Assessment Theory

Assessment of Learning, Assessment for Learning, and Assessment as Learning: What is the Difference?

June 13, 2026
5 min read

Three terms appear in nearly every serious conversation about educational assessment, yet they are regularly used as interchangeable. Assessment of learning, assessment for learning, and assessment as learning describe fundamentally different relationships between evaluation and instruction. Treating them as the same thing produces assessment strategies that serve the wrong purpose at the wrong moment.

Assessment of Learning

Assessment of learning is the most familiar category. It measures what a student achieved after instruction ends: final exams, standardized tests, end-of-course grades. The primary audience is not the learner. The data flows to institutions, registrars, and accreditation bodies. Its purpose is certification, not correction.

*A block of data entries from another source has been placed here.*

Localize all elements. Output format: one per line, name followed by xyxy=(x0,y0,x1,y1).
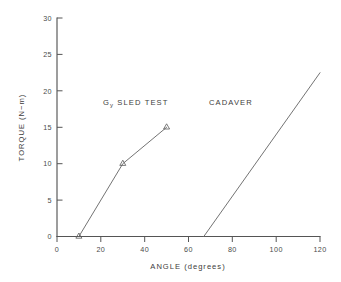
x-tick-label-40: 40 xyxy=(140,245,149,254)
x-tick-label-0: 0 xyxy=(55,245,59,254)
sled-test-marker-point-2 xyxy=(120,160,126,165)
y-axis-title: TORQUE (N−m) xyxy=(17,94,26,162)
x-axis-tick-labels: 0 20 40 60 80 100 120 xyxy=(55,245,327,254)
chart-annotations: Gy SLED TEST CADAVER xyxy=(103,98,253,108)
sled-test-marker-point-3 xyxy=(164,124,170,129)
y-axis-tick-labels: 0 5 10 15 20 25 30 xyxy=(43,14,52,242)
x-axis-ticks xyxy=(57,237,320,243)
y-tick-label-0: 0 xyxy=(48,232,52,241)
torque-angle-chart: 0 5 10 15 20 25 30 TORQUE (N−m) xyxy=(0,0,341,282)
sled-test-line xyxy=(79,127,167,236)
x-tick-label-80: 80 xyxy=(228,245,237,254)
x-tick-label-100: 100 xyxy=(270,245,283,254)
chart-figure: 0 5 10 15 20 25 30 TORQUE (N−m) xyxy=(0,0,341,282)
x-axis: 0 20 40 60 80 100 120 ANGLE (degrees) xyxy=(55,237,327,272)
y-tick-label-10: 10 xyxy=(43,159,52,168)
x-tick-label-60: 60 xyxy=(184,245,193,254)
y-tick-label-20: 20 xyxy=(43,87,52,96)
sled-label-suffix: SLED TEST xyxy=(114,98,168,107)
x-tick-label-20: 20 xyxy=(96,245,105,254)
y-tick-label-25: 25 xyxy=(43,50,52,59)
sled-label-prefix: G xyxy=(103,98,110,107)
y-tick-label-15: 15 xyxy=(43,123,52,132)
x-axis-title: ANGLE (degrees) xyxy=(150,262,225,271)
annotation-cadaver: CADAVER xyxy=(209,98,253,107)
x-tick-label-120: 120 xyxy=(313,245,326,254)
y-tick-label-30: 30 xyxy=(43,14,52,23)
y-tick-label-5: 5 xyxy=(48,196,52,205)
y-axis-ticks xyxy=(57,18,63,237)
series-gy-sled-test xyxy=(76,124,170,238)
annotation-gy-sled-test: Gy SLED TEST xyxy=(103,98,168,108)
y-axis: 0 5 10 15 20 25 30 TORQUE (N−m) xyxy=(17,14,63,242)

This is not an argument against assessment of learning. Institutions need documented evidence of competence. The problem arises when it is the only category in use, which is the default in most university courses. A student who scores 58% on a final exam receives a grade, not a diagnostic. The information arrives too late to influence learning and at too coarse a resolution to identify what actually went wrong.

See how assessment of learning compares to formative alternatives for a fuller breakdown of the structural differences.

Assessment for Learning

Assessment for learning shifts the purpose from documentation to instruction. Evidence gathered during the learning process informs what the teacher does next, not what goes into a grade book. A 2021 scoping review in Studies in Educational Evaluation identifies two core requirements for AfL: the assessment must generate information that leads to improved performance, and it must engage the learner in actions to close the identified gap.

The evidence base here is substantial. Black and Wiliam's landmark 1998 review of 250 studies found that effective formative assessment produced achievement gains of 0.4 to 0.7 standard deviations, among the largest effects reported in educational research. Despite that, implementation in higher education has remained inconsistent, constrained by large cohorts, limited contact hours, and the practical difficulty of turning frequent assessment into instructional action before the course moves on.

Most AfL tools in use today, quizzes, polls, exit tickets, short responses, rely on retrieval. A student selects or recalls an answer. That answer may be correct without reflecting genuine understanding. Retrieval and comprehension are not the same measurement.

Assessment as Learning

Assessment as learning is the category least understood in practice. Lorna Earl introduced it formally in 2003 to describe a third function: assessment in which the student becomes the active evaluator of their own understanding. As Earl's foundational framework describes it, the student monitors what they actually know, identifies gaps in their own comprehension, and adjusts their learning accordingly. The metacognitive process is itself the assessment, not preparation for it.

Unlike AfL, which is primarily teacher-directed, assessment as learning places the diagnostic work inside the learner. The challenge is accuracy. Black and Wiliam note that student self-assessment becomes unreliable when learners lack a clear enough model of what genuine understanding looks like. Without that reference point, metacognitive monitoring tends to produce confident ignorance: a student who cannot identify what they do not understand cannot accurately self-assess around it.

Where All Three Fall Short

Assessment of learning arrives too late. Assessment for learning monitors progress without verifying depth. Assessment as learning depends on a metacognitive accuracy that most students are still developing. Each framework has its role, but none resolves the same core problem: none of them require a student to demonstrate understanding by producing an explanation.

The Feynman Technique sits outside these three categories, but it addresses the gap directly. If a student can teach a concept clearly, they understand it. If they cannot, the breakdown in their explanation reveals exactly where the gap is located. Explanation is not a proxy for understanding; it is evidence of it.

What assessment for learning requires in practice

Teaching as Measurement

Axiom Flow goes beyond the formative assessment platform model by making teaching the mechanism of measurement rather than a preparation for it. Atlas generates a configurable set of misconceptions from the learning material and maps each one to an exam question. Sam, Axiom Flow's AI student, is initialized with those misconceptions. The student's task is to teach Sam until all misconceptions are corrected. Sam updates its understanding only in response to the quality of the explanation it receives.

What Sam still misunderstands after the session is not a confidence score or a quiz result. It is a direct record of what the student could not articulate. Atlas then evaluates Sam's performance on a constrained exam, producing a conceptual mastery assessment grounded entirely in what the student was able to teach.

This is a direct operationalization of assessment for learning and assessment as learning together. The student is building understanding through explanation at the same moment they are being assessed. The three-category framework describes what assessment can do. Teaching-based assessment describes what it needs to do: create the conditions in which understanding either demonstrates itself or exposes its own limits.